Don’t blame me for the title. That was of Higher Thing’s choosing. This article is not.
I was asked by a former member what I thought of it this year. I said, “I thought the sessions were good, but now that the organization is officially sanctioned by Synod it has lost its edge and it promotes the LCMS, and that is a loss in my mind. Also, in 2010 the presenters came out in Hawaiian shirts and hockey shirts over clericals. I said at the time that I wish they would choose one or the other. They chose the former not the later. I was most disturbed by their having a pastor from the AALC, the Synod that doesn’t practice closed Communion with whom we are in “fellowship,” preach.”
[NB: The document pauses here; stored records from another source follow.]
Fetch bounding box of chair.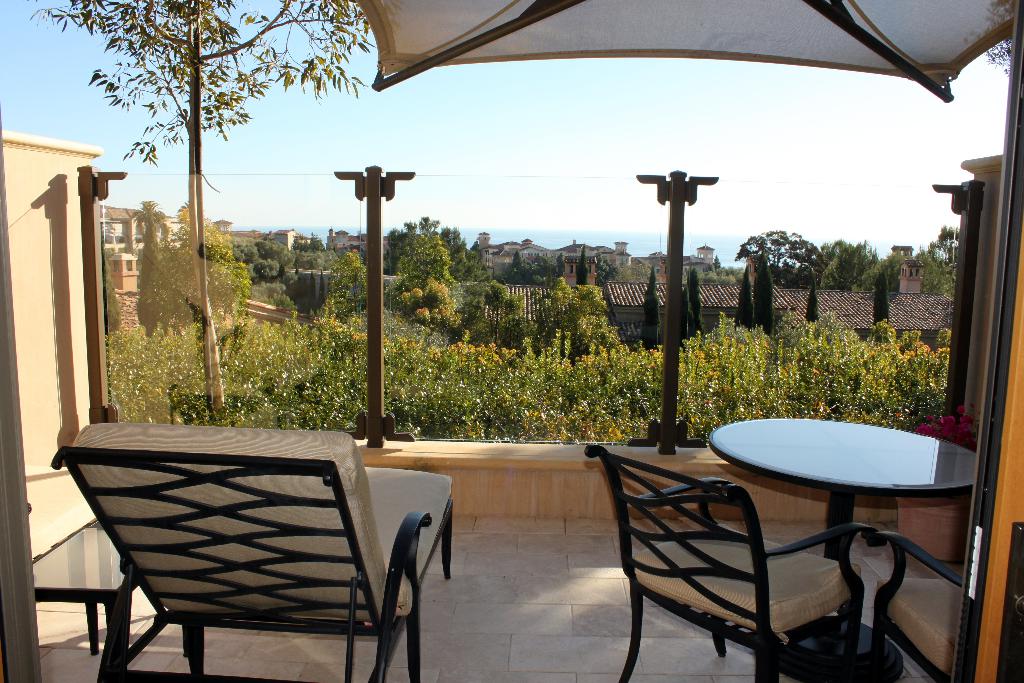
Bbox: rect(860, 527, 970, 682).
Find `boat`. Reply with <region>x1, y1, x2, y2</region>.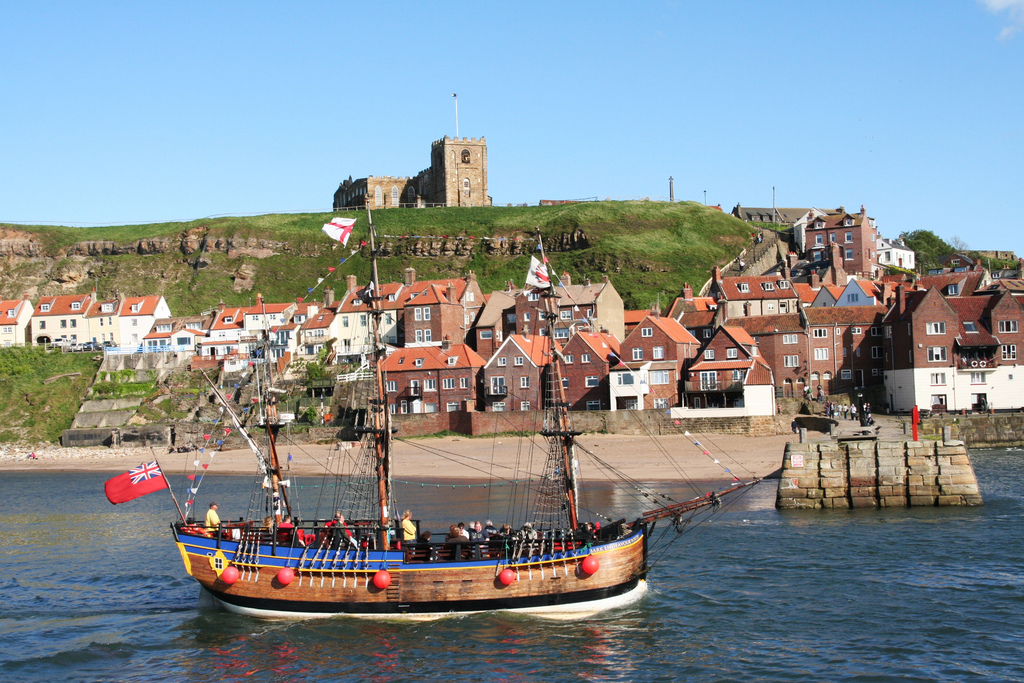
<region>129, 308, 733, 633</region>.
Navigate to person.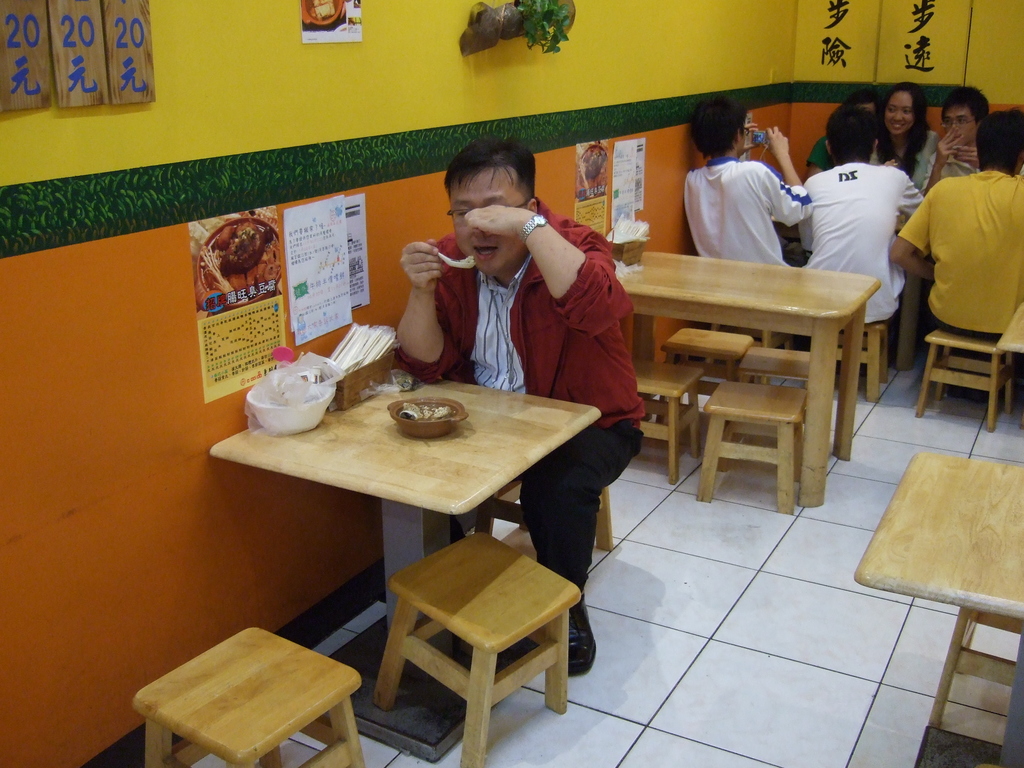
Navigation target: <region>783, 105, 931, 332</region>.
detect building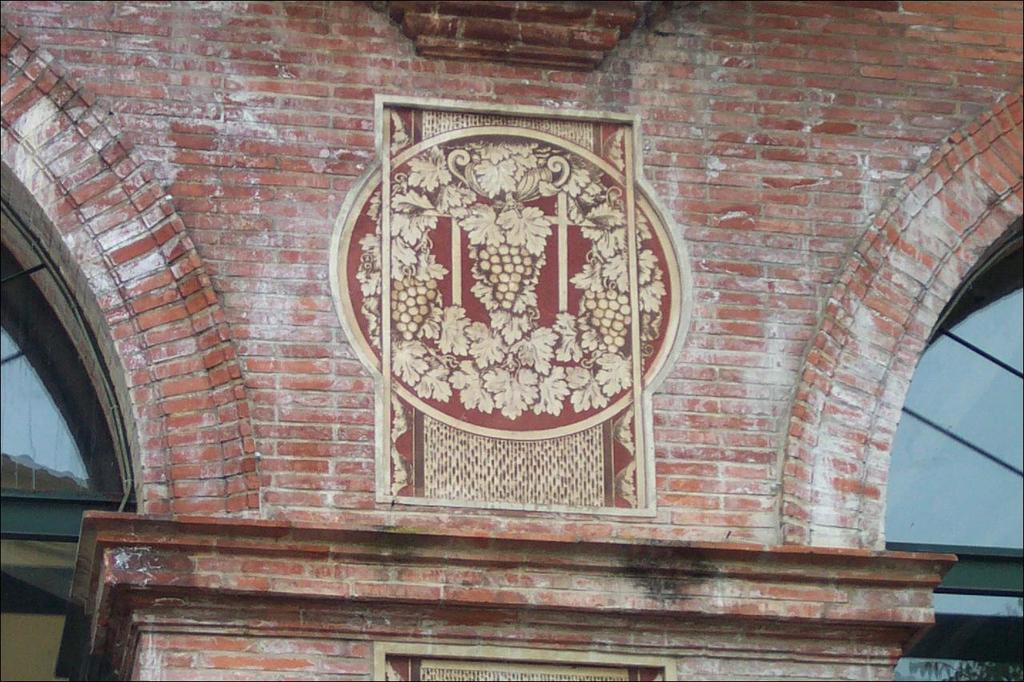
0:0:1023:681
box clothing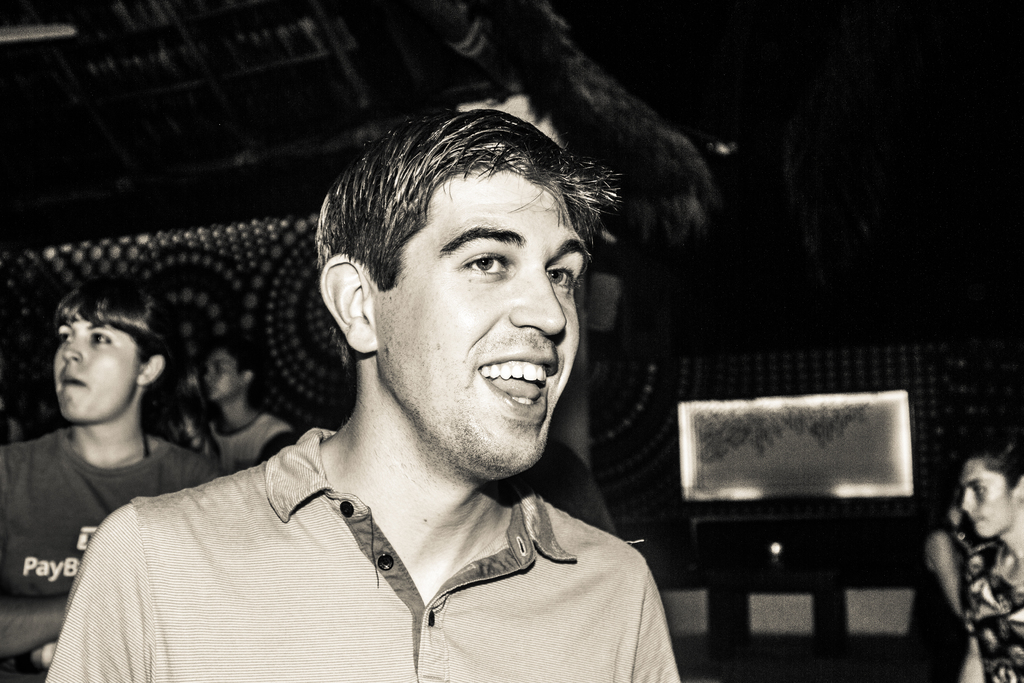
<box>56,402,726,668</box>
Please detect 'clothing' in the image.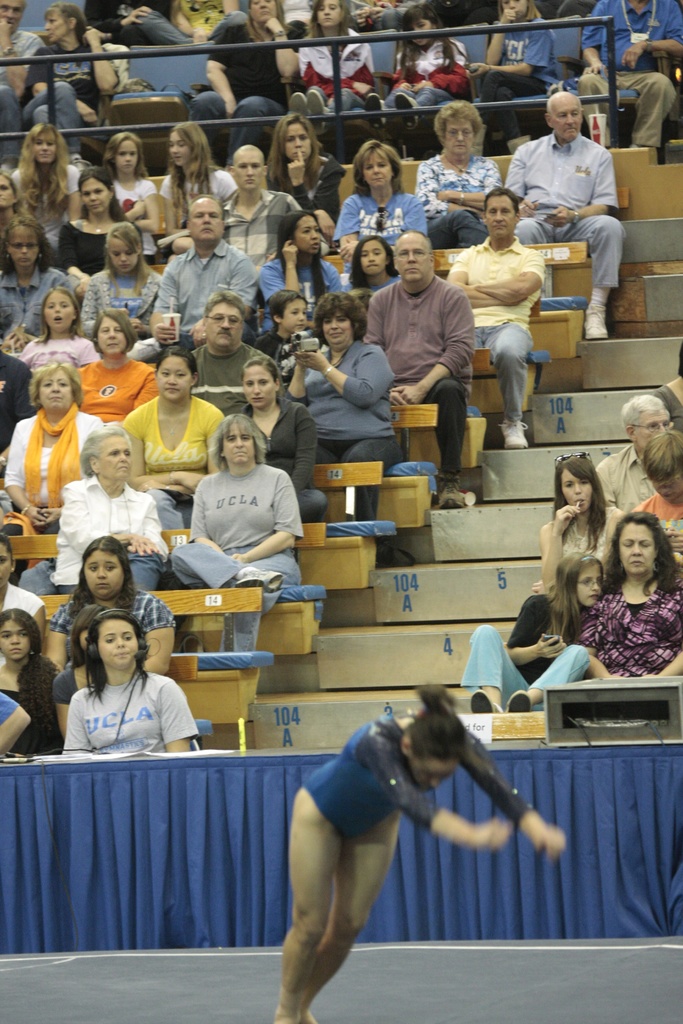
[x1=253, y1=239, x2=339, y2=324].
That pretty well sums it up. I was bothered that the Concordias sponsored the t-shirts and that their ads were throughout the sectional books. From their standpoint, I understand why. It’s golden chance to reach about 2,000 seriously Lutheran kids and parents. I noted that Concordia, Austin which awarded the most pro-abortion Texas senator the outstanding Christian leader award and Concordia, Portland which has an outspoken evolutionist and feminist on their faculty were curiously absent.
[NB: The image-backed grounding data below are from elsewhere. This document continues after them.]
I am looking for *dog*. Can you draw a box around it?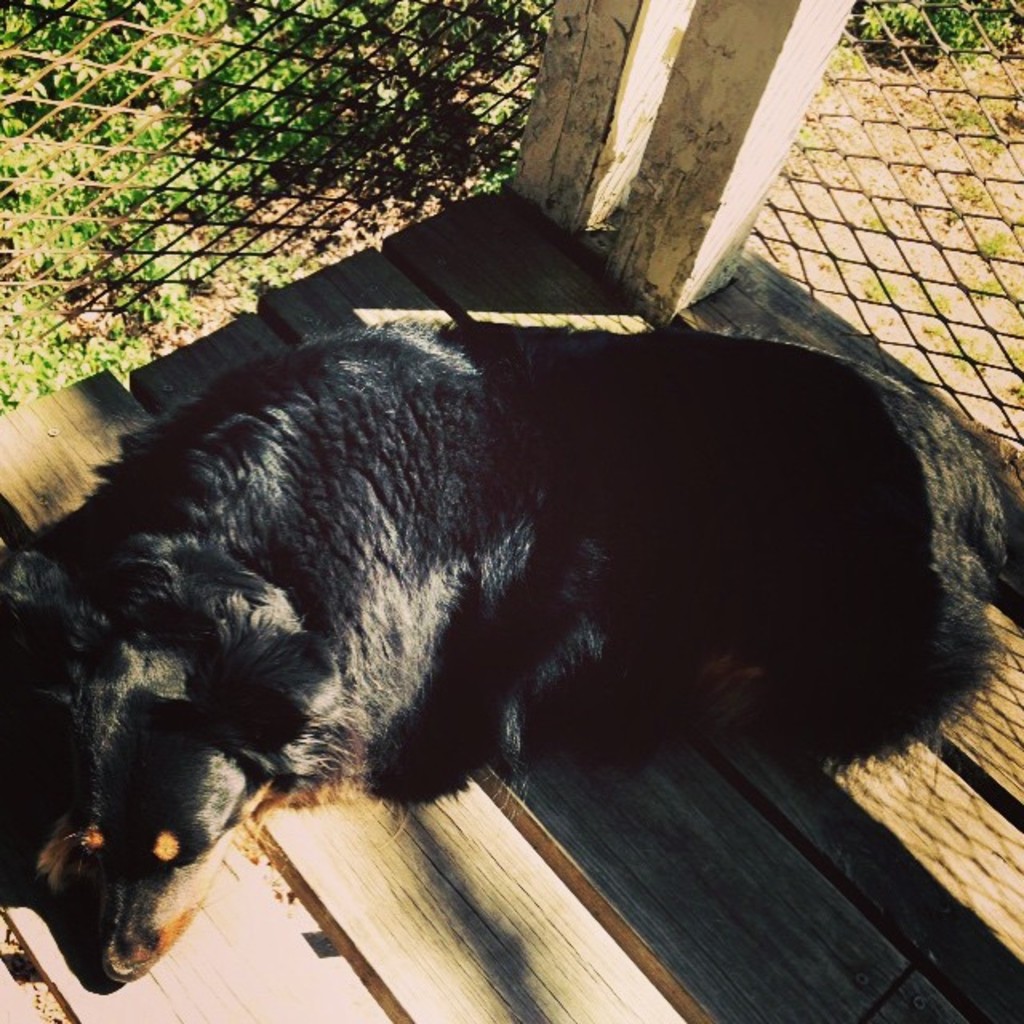
Sure, the bounding box is bbox=[0, 325, 1022, 970].
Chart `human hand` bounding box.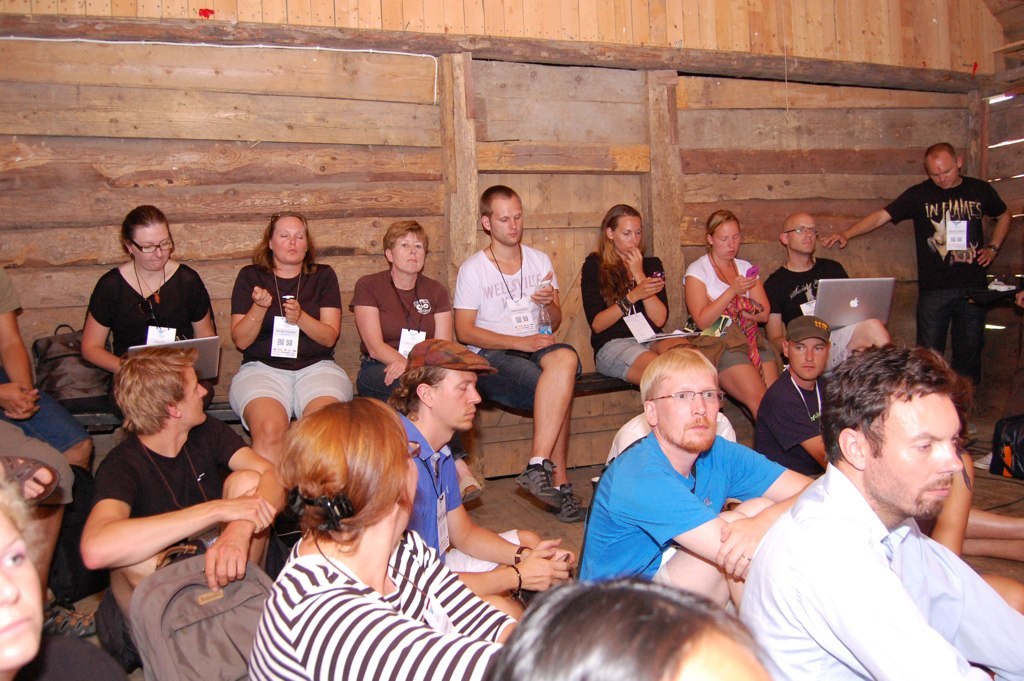
Charted: bbox(188, 495, 244, 608).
I know that wearing a clerical is no guarantor of orthodoxy, but something is changing when an organization goes from presenters in clericals, to presenters with clericals covered, to no clericals. It’s fine if you don’t believe me. Thirty years ago an older pastor told me something had changed when the Lutheran Annual instead of beginning with the ordained clergy roster began with congregations. I didn’t believe him. I was wrong. Not only words matter, but so does the order of things and so does dress. It may not guarantee anything but it does say something.
What about the AALC pastor preaching? You wouldn’t know he was AALC if you didn’t know of him. They didn’t list him as such. First, his sermon was fine, confessional, Gospel centered. Second, I know him by phone to be an exceptional individual. Third, I would not want to preach in such a venue, so this is not about sour grapes. It’s about respecting the fact that an entire district of the LCMS memorialized Synod to break fellowship with the AALC. Why put center stage a man who has been a pastor for less than two years and is in a synod which has a doctrine of Communion different than ours?
More about the mythical fellowship we have with the AALC in another post. For now let me close “Higher Things Crucified” by saying that the organization as I knew it is finished. It’s time for another youth organization not only to dare to be Lutheran but to take the double-dog dare and dare to be outside the Synod.